Kubo, Michael. “Architecture Incorporated: Authorship, Anonymity, and Collaboration in Postwar Modernism.” PhD diss., Massachusetts Institute of Technology, 2018.

Light, Jennifer. From Warfare to Welfare: Defense Intellectuals and Urban Problems in Cold War America. Baltimore: Johns Hopkins University Press, 2004.

Lynch, Kevin. Site Planning. Cambridge: MIT Press, 1962.

Muzaffar, M. Ijlal. “Fuzzy Images: The Problem of Third World Development and the New Ethics of Open-Ended Planning at the MIT-Harvard Join Center for Urban Studies,” in Arindam Dutta (ed.), A Second Modernism: MIT, Architecture, and the “Techno-Social" (Cambridge: MIT Press, 2013).

Odum, Howard T. “Energy, Ecology, and Economics.” Ambio, Vol. 2, No. 6, Energy in Society: A Special Issue (1973): 220-227.

——. Environment, Power, and Society. New York: Wiley-Interscience, 1971.

——. Systems Ecology: An Introduction. New York: Wiley, 1983.
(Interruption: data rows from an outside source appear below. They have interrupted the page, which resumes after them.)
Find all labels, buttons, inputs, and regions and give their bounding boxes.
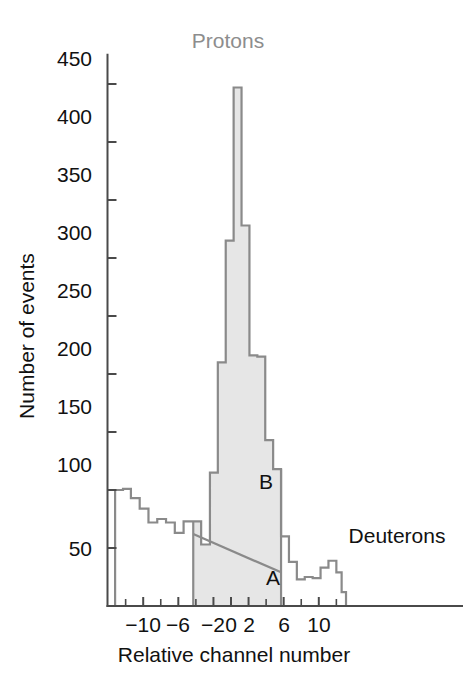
x-tick-label-6: 6 [278, 613, 290, 636]
region-b-label: B [259, 470, 273, 493]
y-tick-label-350: 350 [57, 163, 92, 186]
x-tick-label-0: 0 [225, 613, 237, 636]
deuterons-label: Deuterons [349, 524, 446, 547]
region-a-label: A [266, 566, 280, 589]
shaded-region-group [193, 87, 281, 606]
shaded-region-fill [193, 87, 281, 606]
y-tick-label-200: 200 [57, 337, 92, 360]
y-tick-label-300: 300 [57, 221, 92, 244]
y-tick-label-150: 150 [57, 395, 92, 418]
y-tick-label-100: 100 [57, 453, 92, 476]
y-axis-ticks [108, 84, 117, 548]
x-tick-label-2: 2 [243, 613, 255, 636]
y-tick-label-250: 250 [57, 279, 92, 302]
y-tick-label-400: 400 [57, 105, 92, 128]
y-axis-title: Number of events [15, 253, 38, 419]
x-axis-title: Relative channel number [118, 643, 350, 666]
chart-figure: 450 400 350 300 250 200 150 100 50 −10 −… [0, 0, 470, 679]
x-axis-ticks [126, 597, 337, 606]
x-tick-labels: −10 −6 −2 0 2 6 10 [125, 613, 330, 636]
x-tick-label-minus10: −10 [125, 613, 161, 636]
x-tick-label-minus6: −6 [166, 613, 190, 636]
y-tick-label-450: 450 [57, 47, 92, 70]
protons-label: Protons [192, 29, 264, 52]
histogram-chart: 450 400 350 300 250 200 150 100 50 −10 −… [0, 0, 470, 679]
y-tick-label-50: 50 [69, 537, 92, 560]
x-tick-label-minus2: −2 [201, 613, 225, 636]
y-tick-labels: 450 400 350 300 250 200 150 100 50 [57, 47, 92, 560]
x-tick-label-10: 10 [307, 613, 330, 636]
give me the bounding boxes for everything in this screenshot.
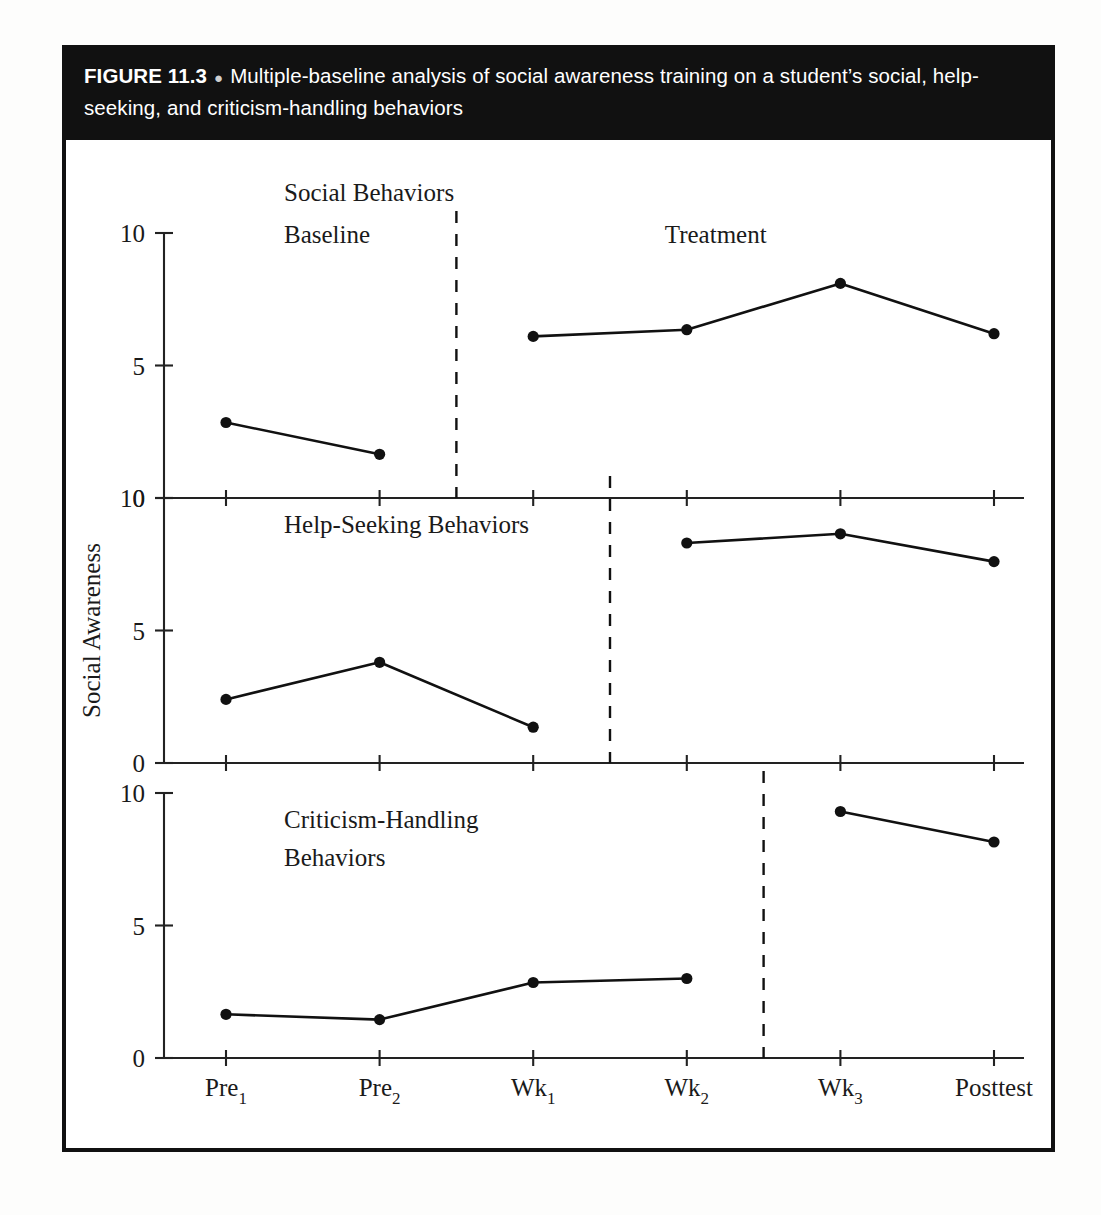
x-tick-label-Wk3: Wk3 [818, 1074, 863, 1108]
y-tick-label-criticism-handling-behaviors-0: 0 [133, 1045, 146, 1072]
phase-label-treatment: Treatment [665, 221, 767, 248]
svg-text:Pre2: Pre2 [359, 1074, 401, 1108]
figure-caption-bar: FIGURE 11.3●Multiple-baseline analysis o… [62, 45, 1055, 140]
y-tick-label-help-seeking-behaviors-5: 5 [133, 618, 146, 645]
x-tick-label-Pre1: Pre1 [205, 1074, 247, 1108]
phase-label-baseline: Baseline [284, 221, 370, 248]
panel-title-help-seeking-behaviors: Help-Seeking Behaviors [284, 511, 529, 538]
svg-text:Posttest: Posttest [955, 1074, 1033, 1101]
chart-svg: 0510Social BehaviorsBaselineTreatment051… [66, 140, 1051, 1144]
series-line-criticism-handling-behaviors-treatment [840, 812, 994, 843]
figure-frame: 0510Social BehaviorsBaselineTreatment051… [62, 140, 1055, 1152]
panel-title-social-behaviors: Social Behaviors [284, 179, 454, 206]
y-tick-label-help-seeking-behaviors-0: 0 [133, 750, 146, 777]
data-point-help-seeking-behaviors-Pre2 [374, 657, 385, 668]
data-point-criticism-handling-behaviors-Posttest [988, 836, 999, 847]
data-point-social-behaviors-Wk3 [835, 278, 846, 289]
caption-bullet-icon: ● [207, 69, 230, 86]
svg-text:Wk2: Wk2 [664, 1074, 709, 1108]
data-point-criticism-handling-behaviors-Pre1 [220, 1009, 231, 1020]
y-axis-label: Social Awareness [78, 543, 105, 718]
data-point-criticism-handling-behaviors-Wk1 [528, 977, 539, 988]
data-point-social-behaviors-Wk1 [528, 331, 539, 342]
series-line-criticism-handling-behaviors-baseline [226, 979, 687, 1020]
data-point-criticism-handling-behaviors-Pre2 [374, 1014, 385, 1025]
svg-text:Wk3: Wk3 [818, 1074, 863, 1108]
x-tick-label-Posttest: Posttest [955, 1074, 1033, 1101]
data-point-help-seeking-behaviors-Posttest [988, 556, 999, 567]
panel-title-criticism-handling-behaviors: Criticism-Handling [284, 806, 479, 833]
series-line-social-behaviors-treatment [533, 283, 994, 336]
y-tick-label-social-behaviors-5: 5 [133, 353, 146, 380]
svg-text:Wk1: Wk1 [511, 1074, 556, 1108]
data-point-criticism-handling-behaviors-Wk2 [681, 973, 692, 984]
series-line-social-behaviors-baseline [226, 423, 380, 455]
panel-title-line2-criticism-handling-behaviors: Behaviors [284, 844, 385, 871]
y-tick-label-criticism-handling-behaviors-5: 5 [133, 913, 146, 940]
y-tick-label-help-seeking-behaviors-10: 10 [120, 485, 145, 512]
multiple-baseline-chart: 0510Social BehaviorsBaselineTreatment051… [66, 140, 1051, 1148]
data-point-help-seeking-behaviors-Pre1 [220, 694, 231, 705]
data-point-social-behaviors-Pre1 [220, 417, 231, 428]
svg-text:Pre1: Pre1 [205, 1074, 247, 1108]
data-point-criticism-handling-behaviors-Wk3 [835, 806, 846, 817]
figure-page: the study and to explore the pattern of … [0, 0, 1101, 1215]
figure-caption-text: FIGURE 11.3●Multiple-baseline analysis o… [84, 61, 1033, 123]
y-tick-label-social-behaviors-10: 10 [120, 220, 145, 247]
data-point-help-seeking-behaviors-Wk1 [528, 722, 539, 733]
data-point-help-seeking-behaviors-Wk3 [835, 528, 846, 539]
data-point-help-seeking-behaviors-Wk2 [681, 537, 692, 548]
x-tick-label-Wk1: Wk1 [511, 1074, 556, 1108]
figure-number: FIGURE 11.3 [84, 64, 207, 87]
data-point-social-behaviors-Pre2 [374, 449, 385, 460]
x-tick-label-Pre2: Pre2 [359, 1074, 401, 1108]
data-point-social-behaviors-Posttest [988, 328, 999, 339]
y-tick-label-criticism-handling-behaviors-10: 10 [120, 780, 145, 807]
data-point-social-behaviors-Wk2 [681, 324, 692, 335]
x-tick-label-Wk2: Wk2 [664, 1074, 709, 1108]
series-line-help-seeking-behaviors-baseline [226, 662, 533, 727]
Pampanini, Andrea. Cities from the Arabian Desert: The Building of Jubail and Yanbu in Saudi Arabia. Westport: Praeger Publishers, 1997.

Parker T. Hart Papers (#9026), American Heritage Center.

Pritchard, Sara. Confluence: The Nature of Technology and the Remaking of the Rhone. Cambridge: Harvard University Press, 2011.

——. “The Nature of Industrialization.” In Stephen H. Cutliff and Martin Reuss, eds. The Illusory Boundary: Environment and Technology in History. Charlottesville: University of Virginia Press, 2010.

The Royal Commission for Jubail and Yanbu. 10 Years of Accomplishments. Riyahd: the Royal Commission, 1986.

——. 15 Years of Accomplishments. Riyahd: the Royal Commission, 1991.

——. Madinat Al-Jubail Al-Sinaiyah: Mokhtat Al-Mantikah Al-Sakaniyah. Riyadh: the Royal Commission, 1978.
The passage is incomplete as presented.